With the fourth, and final, Chip Harrison novel, The Topless Tulip Caper (1975) Lawrence Block pulls off a very entertaining Nero Wolfe pastiche. Chip Harrison makes a very satisfactory Archie Goodwin and Block provides a satisfactory Nero Wolfe in Leo Haig.
In an interview with Ethan Iverson on Do the Math, Block explains:
Set for the most part in a strip club called the Treasure Chest, one would think that that would be sex enough for any reader but as Block writes in his memoir, Afterthoughts:
In an interview with Ethan Iverson on Do the Math, Block explains:
The first two [Chip Harrison books], of course, are sort of young man coming of age novels, and the only way they could be a series was if he changed somewhat, because you couldn’t have the same person coming of age forever. So, I put him to work for a Nero Wolfe wannabe and that was fun. But again, it was essentially a one trick pony, and two books and a couple of short stories was plenty.David Vineyard, in "Fifty Funny Felonies + Fifty More" on Mystery*File says, The Topless Tulip Caper "is also cheerfully dirty minded without a smirk or a snicker -- a rarity in any American fiction."
Set for the most part in a strip club called the Treasure Chest, one would think that that would be sex enough for any reader but as Block writes in his memoir, Afterthoughts:
Joe Elder, whom I'd known back in the Scott Meredith days, was Chip's editor. At some point after he'd agreed to publish Make Out With Murder, I went in to meet Joe, who hadn't know who was lurking behind Chip Harrison's name.Four daggers out of four.
He agreed that a fourth book would work out all right, and I went home to write it. I'd already made Haig an avid aquarist, with tropical fish serving him as orchids served Nero Wolfe. And, happily enough, I knew something about tropical fish.
When I delivered the book, Joe had a complaint I'd rarely heard in many years in the world of paperback fiction.
"There's not enough sex," he said.
In response, I went through the book page by page until I could find a place where I could wedge in a sex scene. And Chip, after recounting it in some detail, apologizes for it as having not much to do with the book; he explains that his editor, Joe Elder, insisted he augment the book's sexual content. So, although the incident really did take place, Chip thinks it's gratituous, and rather hopes Mr. Elder will change his mind and take it out again.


§ What the exercise asks
For every line of the records below that holds "chart", add one. Give only the final total.

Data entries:
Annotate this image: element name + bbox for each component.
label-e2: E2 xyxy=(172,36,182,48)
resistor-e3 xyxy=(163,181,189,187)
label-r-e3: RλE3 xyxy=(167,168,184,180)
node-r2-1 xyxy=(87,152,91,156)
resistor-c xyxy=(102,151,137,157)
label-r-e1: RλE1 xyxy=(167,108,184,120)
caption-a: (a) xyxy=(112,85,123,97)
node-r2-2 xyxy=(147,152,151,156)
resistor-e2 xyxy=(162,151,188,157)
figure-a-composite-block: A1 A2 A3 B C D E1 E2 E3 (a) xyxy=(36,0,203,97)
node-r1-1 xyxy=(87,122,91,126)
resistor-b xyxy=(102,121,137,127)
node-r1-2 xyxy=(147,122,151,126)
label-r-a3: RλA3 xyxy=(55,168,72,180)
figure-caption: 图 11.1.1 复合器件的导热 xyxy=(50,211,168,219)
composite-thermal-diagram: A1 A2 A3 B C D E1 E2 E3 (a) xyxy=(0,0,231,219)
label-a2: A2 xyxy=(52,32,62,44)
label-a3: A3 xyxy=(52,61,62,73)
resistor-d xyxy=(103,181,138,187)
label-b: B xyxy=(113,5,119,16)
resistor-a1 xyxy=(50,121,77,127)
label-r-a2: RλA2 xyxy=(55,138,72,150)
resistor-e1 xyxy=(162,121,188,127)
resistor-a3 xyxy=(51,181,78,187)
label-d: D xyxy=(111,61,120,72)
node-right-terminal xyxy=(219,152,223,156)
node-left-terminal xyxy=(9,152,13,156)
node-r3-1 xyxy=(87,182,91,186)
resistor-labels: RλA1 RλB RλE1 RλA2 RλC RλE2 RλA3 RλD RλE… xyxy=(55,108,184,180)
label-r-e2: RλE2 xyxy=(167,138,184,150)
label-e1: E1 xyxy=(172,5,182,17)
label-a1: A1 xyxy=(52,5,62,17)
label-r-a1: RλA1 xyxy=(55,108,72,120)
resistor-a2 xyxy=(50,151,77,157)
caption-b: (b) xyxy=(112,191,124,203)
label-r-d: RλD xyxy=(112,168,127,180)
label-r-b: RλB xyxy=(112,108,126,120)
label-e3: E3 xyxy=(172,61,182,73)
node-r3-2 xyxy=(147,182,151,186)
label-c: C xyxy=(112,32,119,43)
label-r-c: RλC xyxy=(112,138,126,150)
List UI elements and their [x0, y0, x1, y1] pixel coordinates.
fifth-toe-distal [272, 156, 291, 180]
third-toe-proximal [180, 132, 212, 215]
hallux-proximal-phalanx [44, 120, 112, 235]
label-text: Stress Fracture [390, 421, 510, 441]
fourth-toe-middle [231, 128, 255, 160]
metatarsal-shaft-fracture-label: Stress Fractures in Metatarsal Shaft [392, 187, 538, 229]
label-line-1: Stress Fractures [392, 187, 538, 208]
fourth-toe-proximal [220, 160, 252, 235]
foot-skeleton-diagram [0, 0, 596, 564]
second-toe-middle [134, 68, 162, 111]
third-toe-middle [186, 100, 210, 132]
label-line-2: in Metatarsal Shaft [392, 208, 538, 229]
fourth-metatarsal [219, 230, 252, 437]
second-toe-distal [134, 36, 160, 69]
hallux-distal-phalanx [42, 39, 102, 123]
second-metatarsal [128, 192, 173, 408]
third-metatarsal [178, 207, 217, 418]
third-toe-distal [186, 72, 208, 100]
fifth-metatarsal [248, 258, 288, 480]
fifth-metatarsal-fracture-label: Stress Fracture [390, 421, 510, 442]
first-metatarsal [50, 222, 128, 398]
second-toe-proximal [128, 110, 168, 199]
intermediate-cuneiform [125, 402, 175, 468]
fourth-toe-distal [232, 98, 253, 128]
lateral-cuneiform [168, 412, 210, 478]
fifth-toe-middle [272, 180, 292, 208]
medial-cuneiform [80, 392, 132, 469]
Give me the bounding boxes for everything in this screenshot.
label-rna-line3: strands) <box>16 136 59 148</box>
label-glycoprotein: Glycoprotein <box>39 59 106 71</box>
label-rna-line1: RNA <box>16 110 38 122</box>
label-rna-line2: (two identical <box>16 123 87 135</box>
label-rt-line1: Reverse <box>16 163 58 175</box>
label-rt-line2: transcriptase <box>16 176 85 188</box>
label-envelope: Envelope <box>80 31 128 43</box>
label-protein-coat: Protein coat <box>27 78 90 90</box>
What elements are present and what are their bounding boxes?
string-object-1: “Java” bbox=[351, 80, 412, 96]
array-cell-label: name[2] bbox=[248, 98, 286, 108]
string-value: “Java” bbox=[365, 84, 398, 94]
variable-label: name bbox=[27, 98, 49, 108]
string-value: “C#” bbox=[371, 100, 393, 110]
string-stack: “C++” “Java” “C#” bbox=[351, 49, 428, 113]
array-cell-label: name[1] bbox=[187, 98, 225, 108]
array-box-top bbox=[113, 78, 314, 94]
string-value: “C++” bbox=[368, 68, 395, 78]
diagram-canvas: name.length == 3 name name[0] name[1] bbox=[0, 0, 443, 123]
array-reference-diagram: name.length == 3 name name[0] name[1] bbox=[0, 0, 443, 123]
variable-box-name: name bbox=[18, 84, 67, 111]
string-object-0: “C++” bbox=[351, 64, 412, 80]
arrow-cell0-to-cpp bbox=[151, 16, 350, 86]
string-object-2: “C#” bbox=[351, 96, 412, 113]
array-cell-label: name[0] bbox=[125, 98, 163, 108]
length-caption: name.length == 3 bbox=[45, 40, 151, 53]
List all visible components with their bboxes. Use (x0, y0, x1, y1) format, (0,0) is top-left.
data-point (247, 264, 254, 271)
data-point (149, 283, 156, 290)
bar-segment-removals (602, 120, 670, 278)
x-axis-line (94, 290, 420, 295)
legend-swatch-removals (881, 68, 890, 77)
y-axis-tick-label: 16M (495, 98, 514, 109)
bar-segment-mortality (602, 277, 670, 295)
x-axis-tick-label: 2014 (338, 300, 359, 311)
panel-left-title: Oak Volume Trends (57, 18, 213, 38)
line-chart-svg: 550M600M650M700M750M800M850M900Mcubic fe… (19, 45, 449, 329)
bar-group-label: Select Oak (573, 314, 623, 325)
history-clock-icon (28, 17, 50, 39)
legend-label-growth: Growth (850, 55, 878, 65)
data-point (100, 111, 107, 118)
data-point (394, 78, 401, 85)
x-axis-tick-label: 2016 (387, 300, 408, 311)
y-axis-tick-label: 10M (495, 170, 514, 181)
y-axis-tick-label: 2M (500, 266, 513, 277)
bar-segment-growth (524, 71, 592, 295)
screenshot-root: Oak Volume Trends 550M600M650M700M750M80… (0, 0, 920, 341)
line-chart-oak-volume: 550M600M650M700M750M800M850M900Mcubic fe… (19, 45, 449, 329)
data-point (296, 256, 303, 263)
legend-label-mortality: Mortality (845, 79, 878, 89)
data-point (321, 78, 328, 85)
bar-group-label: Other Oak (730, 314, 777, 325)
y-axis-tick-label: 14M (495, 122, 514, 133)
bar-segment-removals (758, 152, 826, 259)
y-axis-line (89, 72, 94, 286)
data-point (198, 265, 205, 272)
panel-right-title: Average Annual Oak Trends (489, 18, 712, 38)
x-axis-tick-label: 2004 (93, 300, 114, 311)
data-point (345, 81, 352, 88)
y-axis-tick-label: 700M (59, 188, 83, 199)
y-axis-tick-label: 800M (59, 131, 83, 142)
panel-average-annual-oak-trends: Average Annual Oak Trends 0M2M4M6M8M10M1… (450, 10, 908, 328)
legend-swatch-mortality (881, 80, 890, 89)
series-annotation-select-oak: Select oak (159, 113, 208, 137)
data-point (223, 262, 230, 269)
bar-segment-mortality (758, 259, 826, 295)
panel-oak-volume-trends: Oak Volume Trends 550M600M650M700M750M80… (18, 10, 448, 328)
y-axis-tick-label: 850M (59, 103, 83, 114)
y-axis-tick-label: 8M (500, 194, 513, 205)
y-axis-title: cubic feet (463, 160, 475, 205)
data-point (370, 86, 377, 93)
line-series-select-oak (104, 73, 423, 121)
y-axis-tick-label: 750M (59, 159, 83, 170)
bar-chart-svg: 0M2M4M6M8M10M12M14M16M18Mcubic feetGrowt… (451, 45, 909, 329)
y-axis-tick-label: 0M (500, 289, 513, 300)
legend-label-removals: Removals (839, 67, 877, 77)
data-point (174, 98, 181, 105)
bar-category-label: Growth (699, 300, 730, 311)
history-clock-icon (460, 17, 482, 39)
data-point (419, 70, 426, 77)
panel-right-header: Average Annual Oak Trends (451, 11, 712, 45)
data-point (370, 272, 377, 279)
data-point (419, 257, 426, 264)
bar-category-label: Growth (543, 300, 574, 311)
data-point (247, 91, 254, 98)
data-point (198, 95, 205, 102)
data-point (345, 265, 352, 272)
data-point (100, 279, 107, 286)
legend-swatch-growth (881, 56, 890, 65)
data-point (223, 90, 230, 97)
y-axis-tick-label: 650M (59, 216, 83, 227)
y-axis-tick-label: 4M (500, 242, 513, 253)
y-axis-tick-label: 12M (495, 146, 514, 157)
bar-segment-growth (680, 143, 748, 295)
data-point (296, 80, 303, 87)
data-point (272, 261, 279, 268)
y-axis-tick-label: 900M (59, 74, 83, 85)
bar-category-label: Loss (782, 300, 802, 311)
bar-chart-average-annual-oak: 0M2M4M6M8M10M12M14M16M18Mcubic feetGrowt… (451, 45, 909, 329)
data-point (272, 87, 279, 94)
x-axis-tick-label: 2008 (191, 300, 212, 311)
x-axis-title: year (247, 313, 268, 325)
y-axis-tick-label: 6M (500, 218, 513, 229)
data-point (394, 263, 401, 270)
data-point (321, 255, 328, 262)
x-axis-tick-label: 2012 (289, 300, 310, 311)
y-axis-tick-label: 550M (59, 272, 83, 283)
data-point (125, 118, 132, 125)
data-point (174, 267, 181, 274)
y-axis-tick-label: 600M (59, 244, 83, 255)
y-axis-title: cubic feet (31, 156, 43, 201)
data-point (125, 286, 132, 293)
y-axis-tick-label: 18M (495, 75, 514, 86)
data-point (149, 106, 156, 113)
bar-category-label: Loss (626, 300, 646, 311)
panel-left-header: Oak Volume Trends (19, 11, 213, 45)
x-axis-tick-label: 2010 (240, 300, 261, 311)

§ Your response
4